Private collection, Düsseldorf (since circa 1925; thence by descent to the present owner)


Irmgard Wirth, Eduard Gaertner, Der Berliner Architekturmaler, Frankfurt am Main/Berlin/Vienna, 1979, p. 233, no. 52, listed (as Blick auf Moskau)

Eduard Gärtner, 1801-1877, Berlin, 2001, exh cat., p. 145, illustrated, p. 365, described

Eduard Gaertner is widely regarded as one of the most important practitioners of architectural painting during the nineteenth century. With breath-taking panoramic accuracy and a delicate mastery of light, it is little wonder that he gained the patronage of the King of Prussia, Frederick Wilhelm III, as well as the Tsar of Russia, Nicholas I, during his lifetime.

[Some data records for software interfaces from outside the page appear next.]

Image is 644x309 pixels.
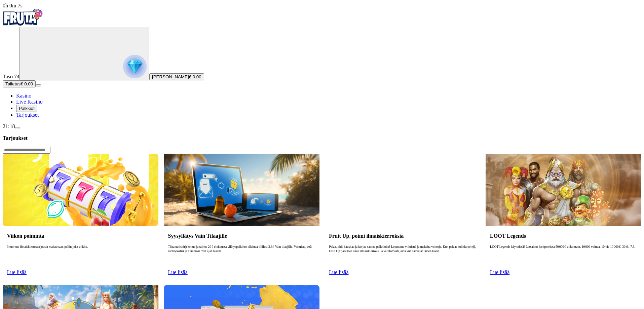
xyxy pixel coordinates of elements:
nav: Primary [3,9,641,118]
p: Pelaa, pidä hauskaa ja korjaa satona palkkioita! Loputonta viihdettä ja makeita voittoja. Kun pel... [329,245,476,266]
img: LOOT Legends [485,154,641,226]
button: Palkkiot [16,105,37,112]
img: reward progress [123,55,147,78]
span: Talletus [6,82,20,87]
button: menu [35,84,41,87]
a: Kasino [16,93,31,98]
button: Talletusplus icon€ 0.00 [3,80,35,87]
button: reward progress [20,27,149,80]
button: menu [15,127,20,129]
button: [PERSON_NAME]€ 0.00 [149,73,204,80]
p: Tilaa uutiskirjeemme ja talleta 20 € elokuussa yllätyspalkinto kilahtaa tilillesi 3.9.! Vain tila... [168,245,315,266]
h3: Syysyllätys Vain Tilaajille [168,233,315,239]
a: Fruta [3,21,43,26]
a: Live Kasino [16,99,43,105]
img: Fruit Up, poimi ilmaiskierroksia [325,154,480,226]
span: Taso 74 [3,74,20,79]
img: Syysyllätys Vain Tilaajille [164,154,319,226]
span: Palkkiot [19,106,35,111]
span: [PERSON_NAME] [152,74,189,79]
h3: Tarjoukset [3,135,641,141]
a: Lue lisää [490,270,510,275]
h3: Viikon poiminta [7,233,154,239]
a: Lue lisää [168,270,188,275]
a: Lue lisää [329,270,348,275]
span: € 0.00 [189,74,201,79]
h3: LOOT Legends [490,233,637,239]
h3: Fruit Up, poimi ilmaiskierroksia [329,233,476,239]
nav: Main menu [3,93,641,118]
span: user session time [3,3,22,8]
a: Tarjoukset [16,112,39,118]
span: 21:18 [3,123,15,129]
a: Lue lisää [7,270,26,275]
img: Fruta [3,9,43,25]
img: Viikon poiminta [3,154,159,226]
p: LOOT Legends käynnissä! Lotsaloot‑jackpoteissa 50 000 € viikoittain. 10 000 voittaa, 10 vie 10 00... [490,245,637,266]
span: € 0.00 [20,82,33,87]
p: 3 tuoretta ilmaiskierrostarjousta maistuvaan peliin joka viikko. [7,245,154,266]
input: Search [3,147,51,154]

Painted in 1840, the present view of Moscow is a masterpiece of perspective, colour and acute observation and follows Gaertner’s visits to Russia, first to Saint Petersburg in 1837, and again to Moscow and Saint Petersburg from 1838 to 1839. The fact that a European artist travelled to Moscow was rare during the nineteenth century as the majority of foreign artists went to the capital, Saint Petersburg. Gaertner was motivated to visit Moscow as he had been commissioned by Frederick William III to paint a panorama of the Kremlin (1839, Berlin, Charlottenburg Palace). The view is looking out from the Church of Nikita the Martyr on Tagansky Hill, also known as Shvivaya Gorka (fig. 1). The large neo-classical building on the left is the Moscow Orphanage, standing on the Moskvoretskaya Embankment of the Moskva River (fig. 2). The stretch of the river nearest to the artist follows the Kotelnicheskaya embankment, on the far left. The Kremlin can be seen in the distance with Saint Basil’s Cathedral overshadowed by the lime washed walls of the Kremlin wall including Spasskaya Tower to the left.

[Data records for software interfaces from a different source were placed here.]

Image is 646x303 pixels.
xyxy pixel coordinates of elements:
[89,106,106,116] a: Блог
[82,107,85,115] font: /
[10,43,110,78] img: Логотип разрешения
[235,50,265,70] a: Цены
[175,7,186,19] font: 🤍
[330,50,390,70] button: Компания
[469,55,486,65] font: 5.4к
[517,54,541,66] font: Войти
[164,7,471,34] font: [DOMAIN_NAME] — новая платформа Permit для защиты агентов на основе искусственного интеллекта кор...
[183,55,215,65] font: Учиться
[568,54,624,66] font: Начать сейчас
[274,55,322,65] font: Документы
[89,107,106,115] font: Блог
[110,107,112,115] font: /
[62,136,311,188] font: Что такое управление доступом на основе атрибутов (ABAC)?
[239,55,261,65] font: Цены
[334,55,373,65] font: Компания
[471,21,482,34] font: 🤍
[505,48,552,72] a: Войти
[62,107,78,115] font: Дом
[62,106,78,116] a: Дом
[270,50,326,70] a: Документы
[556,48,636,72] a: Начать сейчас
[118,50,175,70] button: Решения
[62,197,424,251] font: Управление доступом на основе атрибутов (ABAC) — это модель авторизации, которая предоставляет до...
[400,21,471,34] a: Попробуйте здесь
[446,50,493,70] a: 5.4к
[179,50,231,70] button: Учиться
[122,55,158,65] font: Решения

A group of worshippers kneels at prayer on the veranda, facing the church and presumably the altar inside. A man in the foreground gently leans on the balcony edge, observing the towering view of the city but his eye is also caught on the elegant company in their Sunday best arriving at the church. He is clearly a nod to the Rückenfigur, or figure seen from behind, one of the favourite devices of the German Romantic artists, notably Caspar David Friedrich, to lead the viewer into the composition.

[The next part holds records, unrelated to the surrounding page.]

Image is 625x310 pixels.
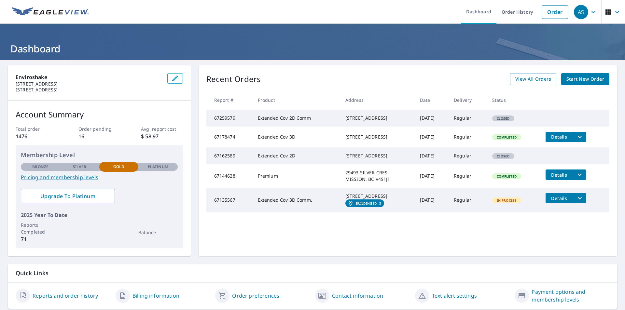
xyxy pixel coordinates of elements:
[415,147,448,164] td: [DATE]
[345,153,409,159] div: [STREET_ADDRESS]
[206,127,253,147] td: 67178474
[332,292,383,300] a: Contact information
[8,42,617,55] h1: Dashboard
[21,235,60,243] p: 71
[148,164,168,170] p: Platinum
[561,73,609,85] a: Start New Order
[16,126,57,132] p: Total order
[515,75,551,83] span: View All Orders
[253,127,340,147] td: Extended Cov 3D
[78,126,120,132] p: Order pending
[253,90,340,110] th: Product
[345,170,409,183] div: 29493 SILVER CRES MISSION, BC V4S1J1
[345,115,409,121] div: [STREET_ADDRESS]
[21,211,178,219] p: 2025 Year To Date
[253,110,340,127] td: Extended Cov 2D Comm
[487,90,540,110] th: Status
[448,90,487,110] th: Delivery
[141,126,183,132] p: Avg. report cost
[21,189,115,203] a: Upgrade To Platinum
[493,135,520,140] span: Completed
[545,132,573,142] button: detailsBtn-67178474
[566,75,604,83] span: Start New Order
[573,170,586,180] button: filesDropdownBtn-67144628
[345,134,409,140] div: [STREET_ADDRESS]
[32,164,48,170] p: Bronze
[206,147,253,164] td: 67162589
[545,170,573,180] button: detailsBtn-67144628
[573,193,586,203] button: filesDropdownBtn-67135567
[16,269,609,277] p: Quick Links
[415,127,448,147] td: [DATE]
[21,151,178,159] p: Membership Level
[493,154,514,158] span: Closed
[206,110,253,127] td: 67259579
[21,222,60,235] p: Reports Completed
[345,199,384,207] a: Building ID3
[549,195,569,201] span: Details
[356,201,377,205] em: Building ID
[493,116,514,121] span: Closed
[253,164,340,188] td: Premium
[206,90,253,110] th: Report #
[493,198,521,203] span: In Process
[16,87,162,93] p: [STREET_ADDRESS]
[432,292,477,300] a: Text alert settings
[138,229,177,236] p: Balance
[253,188,340,212] td: Extended Cov 3D Comm.
[206,164,253,188] td: 67144628
[33,292,98,300] a: Reports and order history
[206,188,253,212] td: 67135567
[16,109,183,120] p: Account Summary
[73,164,87,170] p: Silver
[132,292,179,300] a: Billing information
[206,73,261,85] p: Recent Orders
[448,164,487,188] td: Regular
[510,73,556,85] a: View All Orders
[141,132,183,140] p: $ 58.97
[448,147,487,164] td: Regular
[113,164,124,170] p: Gold
[541,5,568,19] a: Order
[415,164,448,188] td: [DATE]
[531,288,609,304] a: Payment options and membership levels
[26,193,110,200] span: Upgrade To Platinum
[232,292,279,300] a: Order preferences
[415,90,448,110] th: Date
[545,193,573,203] button: detailsBtn-67135567
[16,132,57,140] p: 1476
[415,110,448,127] td: [DATE]
[12,7,89,17] img: EV Logo
[253,147,340,164] td: Extended Cov 2D
[493,174,520,179] span: Completed
[549,172,569,178] span: Details
[78,132,120,140] p: 16
[573,132,586,142] button: filesDropdownBtn-67178474
[340,90,415,110] th: Address
[415,188,448,212] td: [DATE]
[21,173,178,181] a: Pricing and membership levels
[574,5,588,19] div: AS
[448,110,487,127] td: Regular
[345,193,409,199] div: [STREET_ADDRESS]
[549,134,569,140] span: Details
[16,73,162,81] p: Enviroshake
[448,127,487,147] td: Regular
[16,81,162,87] p: [STREET_ADDRESS]
[448,188,487,212] td: Regular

Through his use of a fixed architectural feature in the form of the canopied veranda of the church in the foreground, contrasted with the architecture of the city in the background, Gaertner has created an astonishing sense of perspective. This technique was also employed by Gaertner in the many versions he painted of his panoramas of Berlin from the rooftop of Friedrichswerder Church (fig. 3). Similar methods were employed by Canaletto who may well have been an inspiration for Gaertner. Canaletto’s bold composition London: The City seen through one of the Arches of Westminster Bridge, (c. 1746, Duke of Northumberland, Alnwick Castle) is an earlier prelude to the effect achieved by Gaertner in the present work. Canaletto’s use of the arch of the bridge placed off centre to the viewer, allows for our eyes to focus on the architecture around St Paul’s Cathedral in the background. Like Canaletto, Gaertner might have been aided by a camera obscura, also known as a pinhole camera, when he sketched the layout of his painting. This has long been suggested by art critics although this was never specifically mentioned by Gaertner in his working notes. He did reference a 'drafting machine' and some of his sketches were done on tracing paper.


As in his other view paintings, Gaertner captures his urban scenes as places inhabited by, and in the service of, its residents. Whilst in his other views of Moscow he captures more of a figural city scene with its citizens either hurrying with a sense of purpose or enjoying the serenity of the day, the present work is a still moment in time allowing us to contemplate the urban landscape from a distance as we reflect on our place within it.